Tuesday, March 27, 2007

Soon It's Gonna Reign

There’s really not much to say about The Tudors except that it doesn’t differ all that much from that other Showtime series, Queer as Folk. Only this time, the queens are real women.

Just like QAF, this new saga is short on intelligence but big on bed-hopping, handsome men, and a numbskull narrative that offers us Merrie Olde England by way of Aaron Spelling. In short, it’s irresistible. All that’s missing is Sharon Gless whipping up some bangers and mash.

Henry, his six wives, and the big break with Rome has inspired so many movies, plays, miniseries and even one big Broadway floperoo that we get a queasy sense of deja-vu just minutes into the first installment. But then Jonathan Rhys Meyers arrives on the scene. He looks about as much like Holbein’s Henry as Charles Laughton favors Elvis, but he immediately gives us what he does best. He smolders. He broods. He pouts. Then he gets naked and the games begin. His isn’t the only flesh that’s flashed, by the way. Lusty lords are leaping and many a maid is mating in nooks and crannies hither and yon.

Which is probably a good thing since the show doesn’t offer anything new in its consideration of history or the Who’s Who of familiar faces. Sam Neill gives us yet another Cheneyish Cardinal Wolsey, while poor Jeremy Northam hasn’t much to do as yet another nobly pious Thomas More (but then again, the man was a saint for all seasons, there’s really not much more you can do with him). Natalie Dormer plays Anne Boleyn as, what else?, a tarty sexpot while Maria Doyle Kennedy gives us one more tragic and put-upon Queen Katherine. Only Steven Waddington, as Buckingham, provides anything close to a performance but history being what it is, don’t get too attached. Remember that several unlucky players lose their heads in this oft-told tale.

The show looks great and exudes self-important pomp. And although it fades quickly when compared to the dearly departed Rome, it at least gives us something to look forward to on Sunday nights. . Not since The Private Life of Henry VIII or Carry On Henry (with its working title Anne of a Thousand Lays) has royal watching been so much fun.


ACTIVITY: How many lines in the records below contain the word "page"? State that number and nothing more.

PROVIDED DATA:
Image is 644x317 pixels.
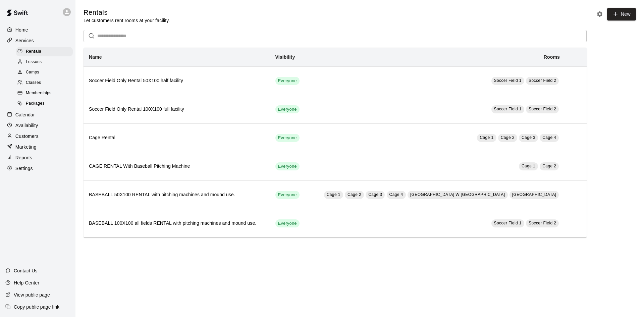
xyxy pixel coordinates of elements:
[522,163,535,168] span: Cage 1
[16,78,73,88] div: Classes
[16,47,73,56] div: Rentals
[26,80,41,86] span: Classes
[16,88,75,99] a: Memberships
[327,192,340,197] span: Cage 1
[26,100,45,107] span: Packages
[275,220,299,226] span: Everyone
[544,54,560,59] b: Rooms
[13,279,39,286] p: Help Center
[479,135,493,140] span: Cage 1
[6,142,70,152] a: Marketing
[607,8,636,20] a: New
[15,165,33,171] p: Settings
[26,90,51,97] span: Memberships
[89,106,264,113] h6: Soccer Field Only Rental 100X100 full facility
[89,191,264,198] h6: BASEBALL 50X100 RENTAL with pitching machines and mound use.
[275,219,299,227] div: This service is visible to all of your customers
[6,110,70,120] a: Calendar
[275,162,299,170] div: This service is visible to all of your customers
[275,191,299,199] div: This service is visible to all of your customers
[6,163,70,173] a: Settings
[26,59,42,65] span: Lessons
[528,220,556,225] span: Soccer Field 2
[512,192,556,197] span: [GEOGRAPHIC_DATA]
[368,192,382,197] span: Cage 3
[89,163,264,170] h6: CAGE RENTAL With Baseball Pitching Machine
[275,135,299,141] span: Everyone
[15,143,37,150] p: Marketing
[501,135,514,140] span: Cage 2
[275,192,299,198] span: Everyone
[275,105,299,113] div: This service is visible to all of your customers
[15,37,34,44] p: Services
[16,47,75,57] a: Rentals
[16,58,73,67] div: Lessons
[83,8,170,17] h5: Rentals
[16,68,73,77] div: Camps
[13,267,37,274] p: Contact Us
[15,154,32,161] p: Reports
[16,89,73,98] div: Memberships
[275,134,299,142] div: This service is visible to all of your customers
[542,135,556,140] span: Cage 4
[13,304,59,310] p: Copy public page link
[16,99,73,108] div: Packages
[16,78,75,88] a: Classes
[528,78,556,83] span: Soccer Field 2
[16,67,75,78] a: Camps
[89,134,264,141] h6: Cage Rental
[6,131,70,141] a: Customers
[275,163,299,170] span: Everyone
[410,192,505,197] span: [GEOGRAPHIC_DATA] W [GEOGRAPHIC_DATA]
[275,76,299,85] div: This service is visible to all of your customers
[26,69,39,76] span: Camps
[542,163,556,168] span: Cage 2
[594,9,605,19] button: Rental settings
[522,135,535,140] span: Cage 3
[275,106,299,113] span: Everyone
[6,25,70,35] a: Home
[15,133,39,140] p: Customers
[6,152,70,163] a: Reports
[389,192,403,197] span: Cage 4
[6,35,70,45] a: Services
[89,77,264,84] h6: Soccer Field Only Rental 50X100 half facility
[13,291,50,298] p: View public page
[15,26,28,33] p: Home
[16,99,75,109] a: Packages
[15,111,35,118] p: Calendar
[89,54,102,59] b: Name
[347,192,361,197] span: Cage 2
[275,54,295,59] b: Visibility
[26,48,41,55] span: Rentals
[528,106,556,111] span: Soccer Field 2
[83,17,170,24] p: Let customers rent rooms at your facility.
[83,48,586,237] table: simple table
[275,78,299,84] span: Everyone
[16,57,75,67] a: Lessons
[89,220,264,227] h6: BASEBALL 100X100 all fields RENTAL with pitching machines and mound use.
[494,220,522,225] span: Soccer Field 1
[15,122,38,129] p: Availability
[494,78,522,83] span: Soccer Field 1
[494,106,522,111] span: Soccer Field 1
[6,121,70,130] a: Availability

OUTPUT BELOW: 2